Women through the eyes of the Impressionists

Sat 30 September 2006, 11.00amSun 10 December 2006, 5.00pm

Vive La Parisienne

Organised by The Bowes Museum and Compton Verney, as part of the Museum Network Partnership

Vive la Parisienne focuses on the portrayal of women in Parisian life in the late nineteenth century, at a time when the Impressionist movement was capturing the emerging modern world with spontaneity and life. Featuring works by artists including Renoir, Degas, Toulouse- Lautrec, Bonnard and Pissarro, the exhibition focuses on how these leading exponents of Impressionism were concerned with life in the city centre and the portrayal of the Parisienne.

Many of the Impressionist painters took their lead from Manet, whose loose brushwork, rather than offering a precise rendering of the sitter, summarises a gesture, a glance, or a way of holding the head, and results in a highly individual representation. Manet’s closest ally was Degas, who delineated the contours of the human form in such a way as to capture movement and informality, as though the sitter was completely unaware of his observations. Vive la Parisienne explores how women and their activities formed a large part of the Impressionist subject matter and reveals the wide spectrum of approaches to this subject at that time.

The exhibition is arranged thematically and compares the settings for these paintings and their sitters, examining the role of the modern woman in Paris, from chorus girls and artists’ models, to the domestic realm and polite society of the middle and upper classes. Works on display include Degas’ Chanteuse de Café-Concert (c.1878), Pissarro’s Mme Pissarro Sewing Beside a Window (1878), Helleu’s Portrait (c.1887), Toulouse-Lautrec’s La Passagère du 54 (1895-6), Renoir’s Misia Sert (1904), and Cassatt’s Portrait of a Woman (date unknown).

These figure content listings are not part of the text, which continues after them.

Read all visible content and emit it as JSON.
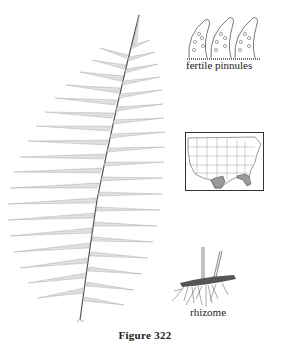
{
  "figure": {
    "caption": "Figure 322",
    "signature": "B.M.",
    "labels": {
      "fertile_pinnules": "fertile pinnules",
      "rhizome": "rhizome"
    },
    "panels": [
      {
        "name": "frond",
        "description": "pinnate fern frond illustration"
      },
      {
        "name": "fertile-pinnules",
        "description": "three fertile pinnules with sori"
      },
      {
        "name": "range-map",
        "description": "map of contiguous United States with shaded range in southeast (Texas/Louisiana coast and Georgia/Florida/Carolinas)"
      },
      {
        "name": "rhizome",
        "description": "creeping rhizome with roots and two stipe bases"
      }
    ]
  }
}
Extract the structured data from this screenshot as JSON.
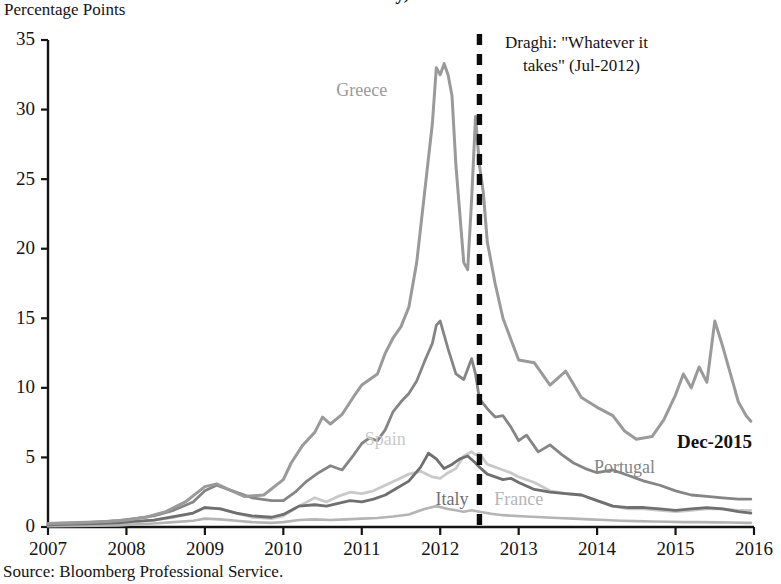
{
  "figure": {
    "title": "Over Germany, 2007–2015",
    "ylabel": "Percentage Points",
    "source_note": "Source: Bloomberg Professional Service."
  },
  "annotations": {
    "draghi_line1": "Draghi: \"Whatever it",
    "draghi_line2": "takes\" (Jul-2012)",
    "end_label": "Dec-2015"
  },
  "colors": {
    "greece": "#9a9a9a",
    "portugal": "#858585",
    "spain": "#c9c9c9",
    "italy": "#6f6f6f",
    "france": "#b4b4b4",
    "axis": "#141414",
    "event_line": "#0c0c0c",
    "background": "#ffffff"
  },
  "chart_data": {
    "type": "line",
    "title": "Over Germany, 2007–2015",
    "subtitle": "",
    "xlabel": "",
    "ylabel": "Percentage Points",
    "xlim": [
      2007,
      2016
    ],
    "ylim": [
      0,
      35
    ],
    "yticks": [
      0,
      5,
      10,
      15,
      20,
      25,
      30,
      35
    ],
    "xticks": [
      2007,
      2008,
      2009,
      2010,
      2011,
      2012,
      2013,
      2014,
      2015,
      2016
    ],
    "grid": false,
    "legend": "inline-labels",
    "annotations": [
      {
        "label": "Draghi: \"Whatever it takes\" (Jul-2012)",
        "x": 2012.5,
        "type": "vline-dashed"
      },
      {
        "label": "Dec-2015",
        "x": 2015.95,
        "y": 6.0,
        "type": "text"
      }
    ],
    "series": [
      {
        "name": "Greece",
        "color": "#9a9a9a",
        "label_x": 2011.0,
        "label_y": 31.0,
        "x": [
          2007.0,
          2007.25,
          2007.5,
          2007.75,
          2008.0,
          2008.25,
          2008.5,
          2008.75,
          2009.0,
          2009.15,
          2009.3,
          2009.5,
          2009.75,
          2010.0,
          2010.1,
          2010.25,
          2010.4,
          2010.5,
          2010.6,
          2010.75,
          2010.9,
          2011.0,
          2011.1,
          2011.2,
          2011.3,
          2011.4,
          2011.5,
          2011.6,
          2011.7,
          2011.8,
          2011.9,
          2011.95,
          2012.0,
          2012.05,
          2012.1,
          2012.15,
          2012.2,
          2012.3,
          2012.35,
          2012.4,
          2012.45,
          2012.5,
          2012.55,
          2012.6,
          2012.7,
          2012.8,
          2012.9,
          2013.0,
          2013.2,
          2013.4,
          2013.6,
          2013.8,
          2014.0,
          2014.2,
          2014.35,
          2014.5,
          2014.7,
          2014.85,
          2015.0,
          2015.1,
          2015.2,
          2015.3,
          2015.4,
          2015.5,
          2015.6,
          2015.7,
          2015.8,
          2015.9,
          2015.96
        ],
        "y": [
          0.25,
          0.3,
          0.35,
          0.4,
          0.5,
          0.7,
          1.1,
          1.8,
          2.9,
          3.1,
          2.7,
          2.2,
          2.3,
          3.4,
          4.6,
          5.9,
          6.8,
          7.9,
          7.4,
          8.1,
          9.4,
          10.2,
          10.6,
          11.0,
          12.5,
          13.6,
          14.4,
          15.8,
          19.0,
          24.0,
          29.0,
          33.0,
          32.5,
          33.3,
          32.5,
          31.0,
          26.0,
          19.0,
          18.5,
          23.5,
          29.5,
          26.0,
          24.0,
          20.5,
          17.5,
          15.0,
          13.5,
          12.0,
          11.8,
          10.2,
          11.2,
          9.3,
          8.6,
          8.0,
          6.9,
          6.3,
          6.5,
          7.7,
          9.5,
          11.0,
          10.0,
          11.5,
          10.4,
          14.8,
          13.0,
          11.0,
          9.0,
          8.0,
          7.6
        ]
      },
      {
        "name": "Portugal",
        "color": "#858585",
        "label_x": 2014.35,
        "label_y": 3.9,
        "x": [
          2007.0,
          2007.3,
          2007.6,
          2007.9,
          2008.1,
          2008.35,
          2008.6,
          2008.85,
          2009.0,
          2009.15,
          2009.35,
          2009.6,
          2009.85,
          2010.0,
          2010.15,
          2010.3,
          2010.45,
          2010.6,
          2010.75,
          2010.9,
          2011.0,
          2011.1,
          2011.2,
          2011.3,
          2011.4,
          2011.5,
          2011.6,
          2011.7,
          2011.8,
          2011.9,
          2011.95,
          2012.0,
          2012.1,
          2012.2,
          2012.3,
          2012.4,
          2012.45,
          2012.5,
          2012.6,
          2012.7,
          2012.8,
          2012.9,
          2013.0,
          2013.1,
          2013.25,
          2013.4,
          2013.55,
          2013.7,
          2013.85,
          2014.0,
          2014.2,
          2014.4,
          2014.6,
          2014.8,
          2015.0,
          2015.2,
          2015.4,
          2015.6,
          2015.8,
          2015.96
        ],
        "y": [
          0.2,
          0.25,
          0.35,
          0.45,
          0.6,
          0.8,
          1.2,
          1.8,
          2.6,
          3.0,
          2.6,
          2.1,
          1.9,
          1.9,
          2.5,
          3.3,
          3.9,
          4.4,
          4.1,
          5.2,
          6.0,
          6.4,
          6.2,
          7.0,
          8.3,
          9.0,
          9.6,
          10.5,
          11.9,
          13.2,
          14.5,
          14.8,
          12.8,
          11.0,
          10.6,
          12.1,
          11.0,
          9.2,
          8.5,
          7.9,
          8.0,
          7.2,
          6.2,
          6.6,
          5.4,
          5.9,
          5.2,
          4.6,
          4.2,
          3.9,
          4.1,
          3.7,
          3.3,
          3.0,
          2.6,
          2.3,
          2.2,
          2.1,
          2.0,
          2.0
        ]
      },
      {
        "name": "Spain",
        "color": "#c9c9c9",
        "label_x": 2011.3,
        "label_y": 5.9,
        "x": [
          2007.0,
          2007.3,
          2007.6,
          2007.9,
          2008.1,
          2008.35,
          2008.6,
          2008.85,
          2009.0,
          2009.2,
          2009.4,
          2009.6,
          2009.85,
          2010.0,
          2010.2,
          2010.4,
          2010.55,
          2010.7,
          2010.85,
          2011.0,
          2011.15,
          2011.3,
          2011.45,
          2011.6,
          2011.75,
          2011.9,
          2012.0,
          2012.1,
          2012.2,
          2012.3,
          2012.4,
          2012.45,
          2012.5,
          2012.6,
          2012.7,
          2012.8,
          2012.9,
          2013.0,
          2013.2,
          2013.4,
          2013.6,
          2013.8,
          2014.0,
          2014.2,
          2014.4,
          2014.6,
          2014.8,
          2015.0,
          2015.2,
          2015.4,
          2015.6,
          2015.8,
          2015.96
        ],
        "y": [
          0.1,
          0.15,
          0.2,
          0.25,
          0.35,
          0.5,
          0.7,
          1.0,
          1.4,
          1.3,
          1.0,
          0.7,
          0.6,
          0.8,
          1.5,
          2.1,
          1.8,
          2.2,
          2.5,
          2.4,
          2.6,
          3.0,
          3.4,
          3.8,
          4.0,
          3.6,
          3.5,
          3.9,
          4.2,
          5.1,
          5.4,
          5.2,
          5.3,
          4.5,
          4.3,
          4.1,
          3.9,
          3.6,
          3.2,
          2.6,
          2.4,
          2.3,
          1.9,
          1.5,
          1.3,
          1.3,
          1.2,
          1.1,
          1.2,
          1.3,
          1.3,
          1.2,
          1.2
        ]
      },
      {
        "name": "Italy",
        "color": "#6f6f6f",
        "label_x": 2012.15,
        "label_y": 1.6,
        "x": [
          2007.0,
          2007.3,
          2007.6,
          2007.9,
          2008.1,
          2008.35,
          2008.6,
          2008.85,
          2009.0,
          2009.2,
          2009.4,
          2009.6,
          2009.85,
          2010.0,
          2010.2,
          2010.4,
          2010.55,
          2010.7,
          2010.85,
          2011.0,
          2011.15,
          2011.3,
          2011.45,
          2011.6,
          2011.75,
          2011.85,
          2011.95,
          2012.05,
          2012.15,
          2012.25,
          2012.35,
          2012.45,
          2012.5,
          2012.6,
          2012.7,
          2012.8,
          2012.9,
          2013.0,
          2013.2,
          2013.4,
          2013.6,
          2013.8,
          2014.0,
          2014.2,
          2014.4,
          2014.6,
          2014.8,
          2015.0,
          2015.2,
          2015.4,
          2015.6,
          2015.8,
          2015.96
        ],
        "y": [
          0.15,
          0.2,
          0.25,
          0.3,
          0.4,
          0.5,
          0.75,
          1.0,
          1.4,
          1.3,
          1.0,
          0.8,
          0.7,
          0.9,
          1.5,
          1.6,
          1.5,
          1.7,
          1.9,
          1.8,
          2.0,
          2.3,
          2.8,
          3.3,
          4.3,
          5.3,
          4.9,
          4.2,
          4.5,
          4.9,
          5.1,
          4.6,
          4.3,
          3.8,
          3.6,
          3.4,
          3.5,
          3.2,
          2.7,
          2.5,
          2.4,
          2.3,
          1.9,
          1.5,
          1.4,
          1.4,
          1.3,
          1.2,
          1.3,
          1.4,
          1.3,
          1.1,
          1.0
        ]
      },
      {
        "name": "France",
        "color": "#b4b4b4",
        "label_x": 2013.0,
        "label_y": 1.55,
        "x": [
          2007.0,
          2007.3,
          2007.6,
          2007.9,
          2008.1,
          2008.35,
          2008.6,
          2008.85,
          2009.0,
          2009.2,
          2009.4,
          2009.6,
          2009.85,
          2010.0,
          2010.2,
          2010.4,
          2010.6,
          2010.8,
          2011.0,
          2011.2,
          2011.4,
          2011.6,
          2011.8,
          2011.95,
          2012.1,
          2012.2,
          2012.3,
          2012.4,
          2012.5,
          2012.65,
          2012.8,
          2012.95,
          2013.1,
          2013.3,
          2013.5,
          2013.7,
          2013.9,
          2014.1,
          2014.3,
          2014.5,
          2014.7,
          2014.9,
          2015.1,
          2015.3,
          2015.5,
          2015.7,
          2015.9,
          2015.96
        ],
        "y": [
          0.05,
          0.08,
          0.1,
          0.12,
          0.18,
          0.25,
          0.35,
          0.45,
          0.6,
          0.55,
          0.45,
          0.35,
          0.3,
          0.35,
          0.5,
          0.55,
          0.5,
          0.55,
          0.6,
          0.65,
          0.75,
          0.9,
          1.3,
          1.5,
          1.3,
          1.2,
          1.1,
          1.2,
          1.1,
          0.95,
          0.85,
          0.8,
          0.75,
          0.7,
          0.65,
          0.6,
          0.55,
          0.5,
          0.45,
          0.42,
          0.4,
          0.38,
          0.35,
          0.35,
          0.33,
          0.32,
          0.3,
          0.3
        ]
      }
    ]
  }
}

The exhibition includes twenty five works, loaned from the British Museum; Bowes Museum; Birmingham Museum and Art Gallery; Southampton City Art Gallery; Cheltenham Art Gallery; The Fitzwilliam Museum; The National Gallery; New Art Gallery Wallsall; Ashmolean Museum, and the Courtauld Institute.

In addition, a ceramic by the Italian artist Giovanni Boldini, depicting Paul Helleu painting a female sitter, has been generously lent from a private collection. Vive la Parisenne has been organised in collaboration with the Bowes Museum, County Durham.